When I Played You “The Wreck of the Edmund Fitzgerald”

By John Jay Speredakos
Featured Art: “Hülya” by Tamizh Ponni VP

And all that remains is the faces and the names
of the wives and the sons and the daughters

—Gordon Lightfoot, “The Wreck of the Edmund Fitzgerald”

As we drove through Wyoming and
your eyes closed just a bit while
the sunlight slanted through the moonroof,
or maybe it was moonlight through the sunroof,
and it could have been Montana,
and you wondered if Gordon Lightfoot was an actual Indian.
You didn’t know that a Great Lake was really an ocean
with a chip on its shoulder, and an ore freighter
could be a coffin in certain Novembers.
Daughters can be like that: full of speculation that makes you doubt
what you already know. But I know this—
your hand drummed on your thigh and your head nodded in time and
for a few moments those sailors were back on deck
breathing sweet oxygen, instead of Lake Superior.
Such is the power of a tune to restore the dead.
And your eyes blinked, and a week went by, your hand waved
and a month disappeared; you bobbed your head for a year or so.
And when the song ended, you were a young woman
about to sail away yourself.
And I thought of the depth of loss and how it’s relative,
some can never come home, some can never go home
again. Why do stories of drowned sailors always cut so deep?
Something about the going away and the not coming back.
The not being here, but not elsewhere either.
I don’t know the particulars, but I do know the future—
how the freighter will founder, the sunshine diminish
in a howl of seething froth. And me still poised on the pier,
eyes on the horizon. When the church bell chimes
those twenty-nine times, I’ll mourn it all, all the sailors,
all the daughters, all the souls that won’t come back.
But for now, in Colorado I think it was,
we drifted in our little ore ship,
bobbing on the only sea that mattered,
ignoring the storms that always gather,
always smother and smite and threaten
the future, but never the now.
Like a vessel on the swelling waves—
some come back, some don’t
even know they’ve left.


John Jay Speredakos is an actor and writer with a BA from Muhlenberg College and an MFA from Rutgers University. He has performed on and off-Broadway, in films, TV, commercials, and radio, and is a proud father of Calliope. Recent work appears in Atticus Review, The Coil Magazine, Bluestem, West Trade Review, Red Flag Poetry, Gravitas, Shift, and others.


Search the material for the string "view", then show every line where it turns up.

══════════════════════════════

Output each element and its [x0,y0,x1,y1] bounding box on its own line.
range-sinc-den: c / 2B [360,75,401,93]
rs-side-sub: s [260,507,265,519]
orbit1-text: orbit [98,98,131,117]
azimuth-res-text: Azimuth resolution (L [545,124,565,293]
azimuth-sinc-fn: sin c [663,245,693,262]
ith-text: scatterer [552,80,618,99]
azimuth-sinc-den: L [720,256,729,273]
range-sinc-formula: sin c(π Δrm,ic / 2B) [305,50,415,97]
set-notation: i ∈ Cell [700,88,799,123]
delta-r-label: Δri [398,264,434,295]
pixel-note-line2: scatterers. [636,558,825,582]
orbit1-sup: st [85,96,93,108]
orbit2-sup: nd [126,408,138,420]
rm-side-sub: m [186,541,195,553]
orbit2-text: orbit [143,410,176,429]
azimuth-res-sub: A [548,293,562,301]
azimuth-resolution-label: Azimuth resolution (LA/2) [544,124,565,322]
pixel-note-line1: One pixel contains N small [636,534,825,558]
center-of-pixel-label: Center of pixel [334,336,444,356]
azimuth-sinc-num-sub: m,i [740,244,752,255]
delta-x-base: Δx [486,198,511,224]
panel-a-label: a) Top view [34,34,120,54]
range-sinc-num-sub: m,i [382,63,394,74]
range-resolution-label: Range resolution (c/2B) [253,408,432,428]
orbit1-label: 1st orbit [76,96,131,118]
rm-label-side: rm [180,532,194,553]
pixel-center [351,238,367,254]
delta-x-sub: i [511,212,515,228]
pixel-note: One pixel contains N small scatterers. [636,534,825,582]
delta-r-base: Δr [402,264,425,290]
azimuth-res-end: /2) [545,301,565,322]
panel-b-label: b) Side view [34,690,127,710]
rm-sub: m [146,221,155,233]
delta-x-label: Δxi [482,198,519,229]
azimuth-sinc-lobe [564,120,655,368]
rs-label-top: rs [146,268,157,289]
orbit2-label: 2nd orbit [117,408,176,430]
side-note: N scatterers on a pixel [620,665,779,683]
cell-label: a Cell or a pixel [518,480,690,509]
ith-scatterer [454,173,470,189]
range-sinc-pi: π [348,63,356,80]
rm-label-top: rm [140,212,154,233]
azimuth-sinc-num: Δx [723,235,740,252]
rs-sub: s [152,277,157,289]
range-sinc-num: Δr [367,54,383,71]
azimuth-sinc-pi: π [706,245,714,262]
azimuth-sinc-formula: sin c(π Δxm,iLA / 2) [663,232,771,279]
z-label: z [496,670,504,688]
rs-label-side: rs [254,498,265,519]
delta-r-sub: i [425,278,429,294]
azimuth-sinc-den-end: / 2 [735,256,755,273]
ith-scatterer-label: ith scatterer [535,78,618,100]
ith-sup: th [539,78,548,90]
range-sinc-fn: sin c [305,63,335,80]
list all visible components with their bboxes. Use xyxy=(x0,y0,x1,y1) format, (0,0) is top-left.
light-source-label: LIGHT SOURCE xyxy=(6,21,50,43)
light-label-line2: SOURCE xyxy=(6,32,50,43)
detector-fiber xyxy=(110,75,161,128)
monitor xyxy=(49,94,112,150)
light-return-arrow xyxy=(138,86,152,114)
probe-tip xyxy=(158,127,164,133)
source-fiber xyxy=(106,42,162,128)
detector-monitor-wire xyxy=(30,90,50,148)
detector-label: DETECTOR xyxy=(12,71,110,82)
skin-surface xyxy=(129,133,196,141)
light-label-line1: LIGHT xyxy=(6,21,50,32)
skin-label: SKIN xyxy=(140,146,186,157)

══════════════════════════════

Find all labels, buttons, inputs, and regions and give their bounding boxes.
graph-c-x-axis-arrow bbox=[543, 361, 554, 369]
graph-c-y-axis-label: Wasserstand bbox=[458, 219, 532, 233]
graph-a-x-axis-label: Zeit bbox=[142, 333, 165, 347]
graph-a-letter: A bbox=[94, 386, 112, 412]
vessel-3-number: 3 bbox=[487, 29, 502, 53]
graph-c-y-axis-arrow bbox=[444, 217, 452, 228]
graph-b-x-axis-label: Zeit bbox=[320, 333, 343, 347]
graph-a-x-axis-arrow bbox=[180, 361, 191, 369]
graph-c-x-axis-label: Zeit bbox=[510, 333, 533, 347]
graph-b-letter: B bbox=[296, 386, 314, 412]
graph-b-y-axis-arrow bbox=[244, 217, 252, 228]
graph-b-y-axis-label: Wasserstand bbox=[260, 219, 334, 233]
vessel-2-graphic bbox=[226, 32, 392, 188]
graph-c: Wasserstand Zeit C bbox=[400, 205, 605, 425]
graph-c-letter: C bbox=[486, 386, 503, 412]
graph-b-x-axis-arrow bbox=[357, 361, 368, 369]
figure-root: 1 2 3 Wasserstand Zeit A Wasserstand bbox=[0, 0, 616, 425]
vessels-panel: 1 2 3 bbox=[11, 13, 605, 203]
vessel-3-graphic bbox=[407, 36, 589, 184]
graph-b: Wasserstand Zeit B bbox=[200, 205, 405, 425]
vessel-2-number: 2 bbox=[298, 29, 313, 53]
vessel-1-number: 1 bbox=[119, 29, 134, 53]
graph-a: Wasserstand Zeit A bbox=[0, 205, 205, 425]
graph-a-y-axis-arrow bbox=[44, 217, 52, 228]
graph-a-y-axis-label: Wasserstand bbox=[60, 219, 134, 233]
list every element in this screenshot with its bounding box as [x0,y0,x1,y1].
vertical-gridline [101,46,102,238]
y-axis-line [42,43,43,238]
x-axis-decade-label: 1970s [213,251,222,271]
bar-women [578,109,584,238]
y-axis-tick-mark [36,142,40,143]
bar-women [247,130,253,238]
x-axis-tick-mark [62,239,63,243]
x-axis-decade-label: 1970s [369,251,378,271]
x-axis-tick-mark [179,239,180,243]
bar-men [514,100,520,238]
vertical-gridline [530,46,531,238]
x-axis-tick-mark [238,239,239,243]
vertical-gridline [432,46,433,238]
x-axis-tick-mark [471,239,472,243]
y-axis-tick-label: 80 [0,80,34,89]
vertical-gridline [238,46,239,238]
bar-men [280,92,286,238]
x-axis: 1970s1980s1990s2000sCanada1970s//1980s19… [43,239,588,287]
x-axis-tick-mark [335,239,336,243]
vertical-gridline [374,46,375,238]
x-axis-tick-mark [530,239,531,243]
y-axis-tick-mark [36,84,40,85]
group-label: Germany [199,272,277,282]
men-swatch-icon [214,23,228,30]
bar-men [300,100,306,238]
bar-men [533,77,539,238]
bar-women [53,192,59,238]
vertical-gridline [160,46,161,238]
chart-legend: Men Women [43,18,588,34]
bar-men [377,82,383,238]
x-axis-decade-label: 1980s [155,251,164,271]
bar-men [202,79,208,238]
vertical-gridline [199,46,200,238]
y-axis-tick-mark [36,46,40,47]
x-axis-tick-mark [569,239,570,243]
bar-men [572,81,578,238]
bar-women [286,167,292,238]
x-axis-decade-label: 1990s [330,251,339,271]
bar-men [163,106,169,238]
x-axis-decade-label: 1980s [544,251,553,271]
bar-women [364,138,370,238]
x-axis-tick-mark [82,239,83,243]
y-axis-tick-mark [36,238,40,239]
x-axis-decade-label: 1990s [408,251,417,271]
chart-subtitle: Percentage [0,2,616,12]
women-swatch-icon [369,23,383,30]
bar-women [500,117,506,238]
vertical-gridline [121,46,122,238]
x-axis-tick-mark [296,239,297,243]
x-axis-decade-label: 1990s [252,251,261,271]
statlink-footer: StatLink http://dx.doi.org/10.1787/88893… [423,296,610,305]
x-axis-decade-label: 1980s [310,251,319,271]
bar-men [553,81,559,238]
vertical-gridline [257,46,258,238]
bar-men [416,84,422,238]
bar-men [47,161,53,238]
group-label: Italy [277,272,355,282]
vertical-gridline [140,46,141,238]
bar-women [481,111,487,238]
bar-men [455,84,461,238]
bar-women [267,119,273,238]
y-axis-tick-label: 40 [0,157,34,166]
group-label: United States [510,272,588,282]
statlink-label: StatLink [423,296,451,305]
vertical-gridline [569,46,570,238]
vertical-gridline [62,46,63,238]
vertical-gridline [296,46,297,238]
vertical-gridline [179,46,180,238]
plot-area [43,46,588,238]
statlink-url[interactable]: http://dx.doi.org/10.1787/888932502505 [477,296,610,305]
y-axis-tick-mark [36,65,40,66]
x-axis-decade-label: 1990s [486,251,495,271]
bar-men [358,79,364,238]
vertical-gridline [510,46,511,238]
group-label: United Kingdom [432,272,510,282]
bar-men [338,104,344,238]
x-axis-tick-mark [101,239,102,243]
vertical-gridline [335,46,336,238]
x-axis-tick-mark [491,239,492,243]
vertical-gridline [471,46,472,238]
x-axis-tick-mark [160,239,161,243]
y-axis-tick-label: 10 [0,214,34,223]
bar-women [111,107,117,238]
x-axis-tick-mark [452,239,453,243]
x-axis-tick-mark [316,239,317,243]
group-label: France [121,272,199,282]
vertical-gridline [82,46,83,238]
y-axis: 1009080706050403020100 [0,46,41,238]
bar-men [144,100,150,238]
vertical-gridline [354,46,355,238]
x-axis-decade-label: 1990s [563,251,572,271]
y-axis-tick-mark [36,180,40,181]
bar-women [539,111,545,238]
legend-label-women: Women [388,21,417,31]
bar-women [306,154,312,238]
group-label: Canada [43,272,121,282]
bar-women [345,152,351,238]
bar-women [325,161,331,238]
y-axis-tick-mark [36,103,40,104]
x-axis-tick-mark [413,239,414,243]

══════════════════════════════

OUTPUT OF THE EXERCISE.
panel-a-label: a) Top view [34,34,120,54]
panel-b-label: b) Side view [34,690,127,710]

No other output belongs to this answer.